I do not own the above image. Copyright 20th Century Fox. All Right Reserved.
I am a
sports junkie and have been most of my life.
I love the thrill of football on cool, autumn afternoons. Weekend mornings are wonderful because of
Premier League soccer. And with the NCAA
Men’s Basketball Tournament coming up so fast, I need to dust off my HOOSIERS
DVD to get fired up. In the sub-genre of
true sports dramas, EDDIE THE EAGLE is on the opposite end of the standings as
that 1986 charmer.
EDDIE THE
EAGLE takes every single sports drama cliché and squeezes the joy out of them
then glues them to the screen. Physical
disability during childhood? Eddie
Edwards (Egerton) has bad knees for about 10 minutes then are never mentioned
again. Funny looking? Big glasses. Capital of Austria? Vienna.

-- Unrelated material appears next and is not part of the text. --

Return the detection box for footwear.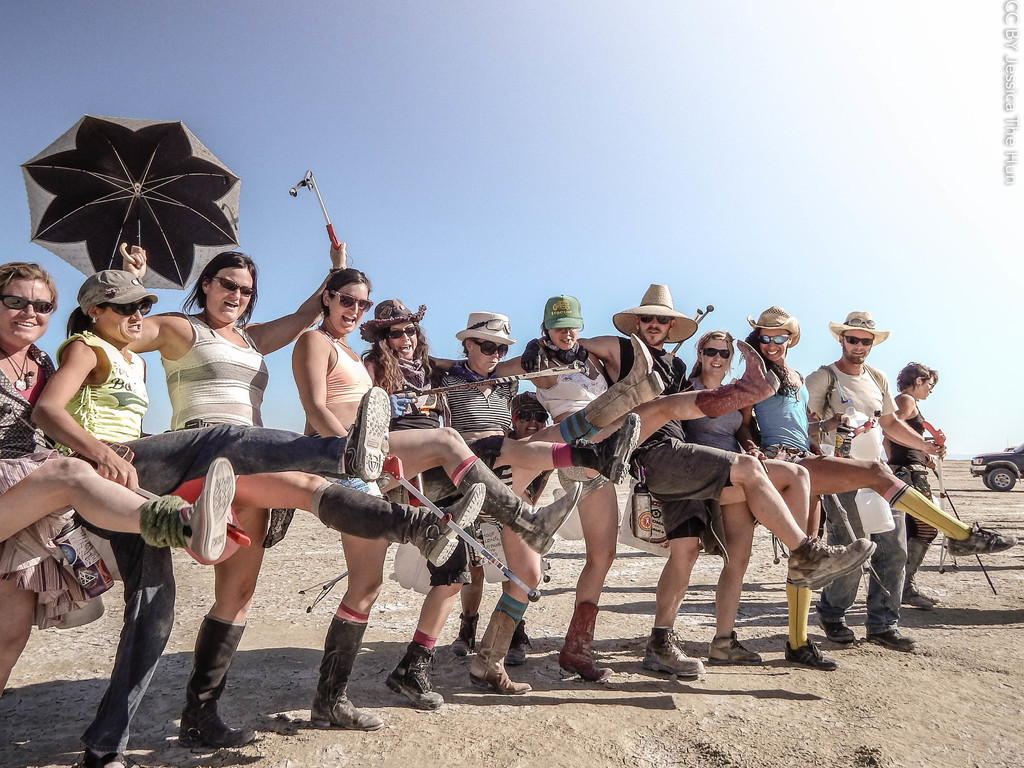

Dream that’s nearly impossible?
Participate in the Olympics.
Obscure sport? Throws dart at
wall, hit ski jumping. Finds washed-up
coach? Ski jumper turned snowplow driver
Bronson Peary (Jackman). Coach’s sob
story? Ego ended career, turned to
booze. Insurmountable obstacle? England’s arbitrary rules &
guidelines. Chicken or fish? Lasagna.
The further into the movie we get, the more & more these clichés are
milked. And the more this went on, the
angrier & angrier I got. When the
movie finally gets to the climax, I wanted to run down & tear the screen
off the wall.
For most of
the runtime, I sat in my seat wondering if Eddie was supposed to be
autistic. If so, Egerton’s performance
mostly works. He gets a bunch of his
tics down pat & his mannerisms are consistent. However, under this assumption, the villains
are not only evil but also complete assholes.

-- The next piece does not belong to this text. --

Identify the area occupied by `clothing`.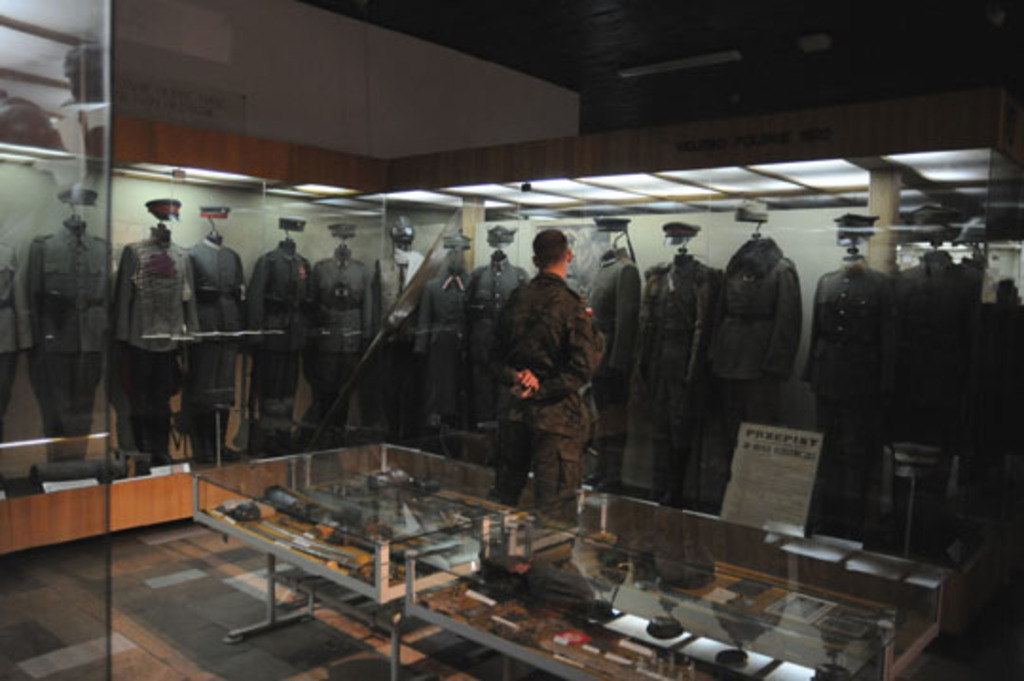
Area: (left=804, top=258, right=897, bottom=516).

The Great Britain Olympic Committee should sue for how they are
portrayed here. They are so conniving
& sinister that Anton Chigurh would tell the Committee Chairman, “Calm
down, friend-o.” The animosity starts
immediately at an athlete showcase for potential sponsors and only grows more
intense & grotesque from there. The
verbal, semi-private dismissal was tolerable.

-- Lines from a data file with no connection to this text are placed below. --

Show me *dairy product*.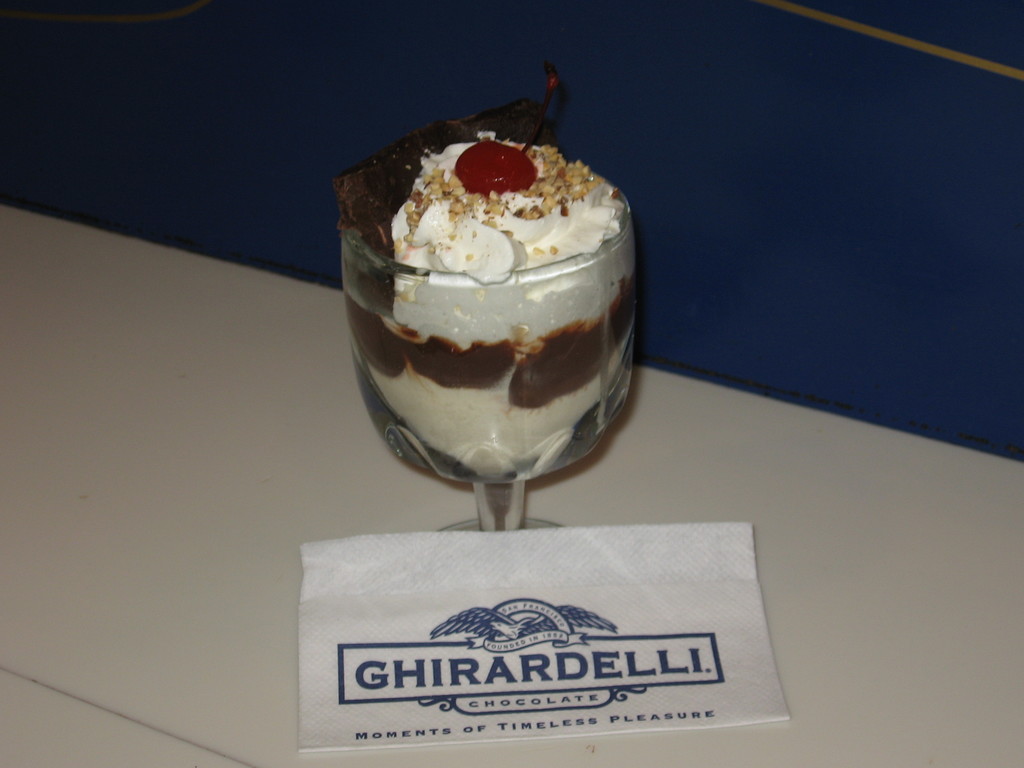
*dairy product* is here: bbox(369, 120, 637, 480).
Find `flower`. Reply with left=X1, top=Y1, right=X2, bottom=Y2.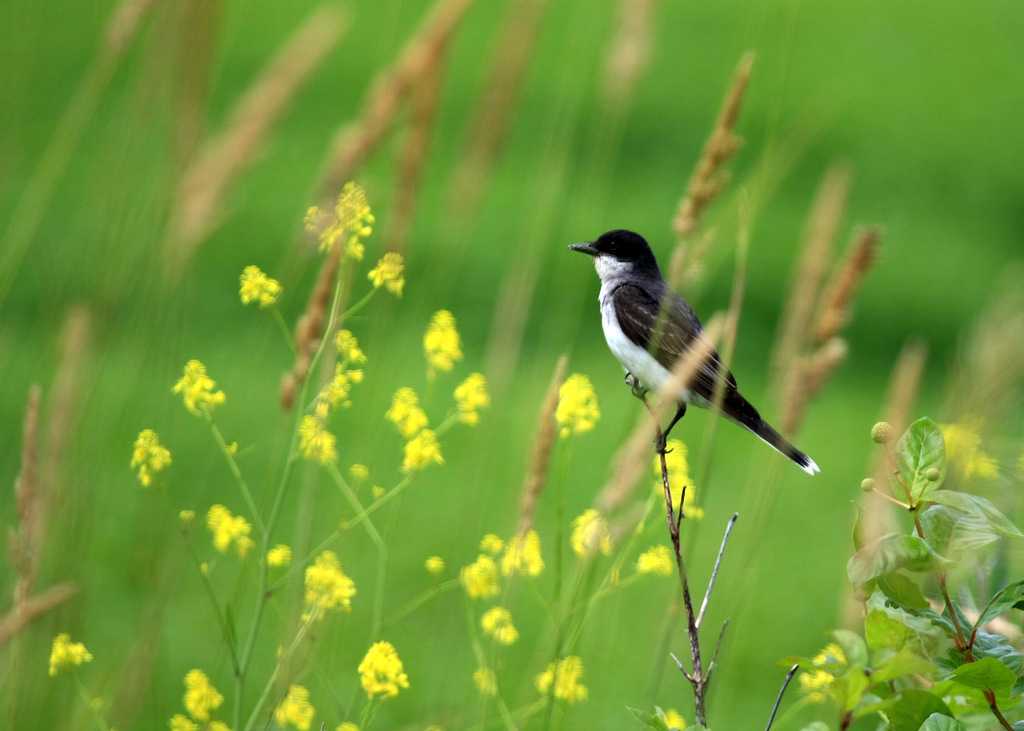
left=536, top=654, right=586, bottom=703.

The arbitrary rule change?
Historically inaccurate & clichéd but understandable. But the behavior by the Board & his
fellow British athletes is appalling. To
treat a (perceived) mentally handicapped person as they do is degrading &
embarrassing.
On the
flipside, what if Eddie isn’t supposed to be autistic? For starters, Egerton’s performance is wildly
off. Now, he just makes Eddie look like
an awkward buffoon in front of people in a Sheldon Cooper kind of way. The worst offense to this is the early
interaction with the single, middle-aged woman who owns the bar at the training
site. She hits on Eddie but Eddie
doesn’t understand any of the double entendres she spits out. The “Eddie-is-not-autistic” Theory also
throws off how Eddie’s mother works as a character. She appears to be the ever encouraging mother
who believes 125% in her son’s hopes & dreams. This, however, does not work very well if
Eddie is normal mental capacity. She
just looks like the crazy person in the household, babying Eddie all the
time. As for Eddie’s dad, no matter the
scenario he just comes off as a half-assed version of the disapproving dad
trope.
Looking
past the paint-by-numbers script by Sean Macaulay (HITCHCOCK) and Simon Kelton,
the movie look awful. How many times
have you exercised to Hall & Oates?
Well, you see Eddie have a training montage to “You Make My Dreams Come
True”. Director Dexter Fletcher also
uses very bad CG for a lot of the ski jumping that sticks out like a sore
thumb. The brightness of the late 1980s
styles makes this a real pain on the brain & the eyes. Hugh Jackman uses his star power to the
fullest as he tries to drag the viewer through the movie without injury. He’s playing a clichéd character but lights
up the screen every time he appears.
EDDIE THE
EAGLE is the kind of clichéd mess one should be accustomed to seeing in late
February. But it just lingers so
mightily on those inspirational true sports story clichés like maggots on a
wildebeest’s carcass. The two leads,
especially Jackman, try to keep the movie flying high but the constant beating
of the sports movie tropes, lazy filmmaking & inappropriately sinister
villain can barely keep this monstrosity watchable.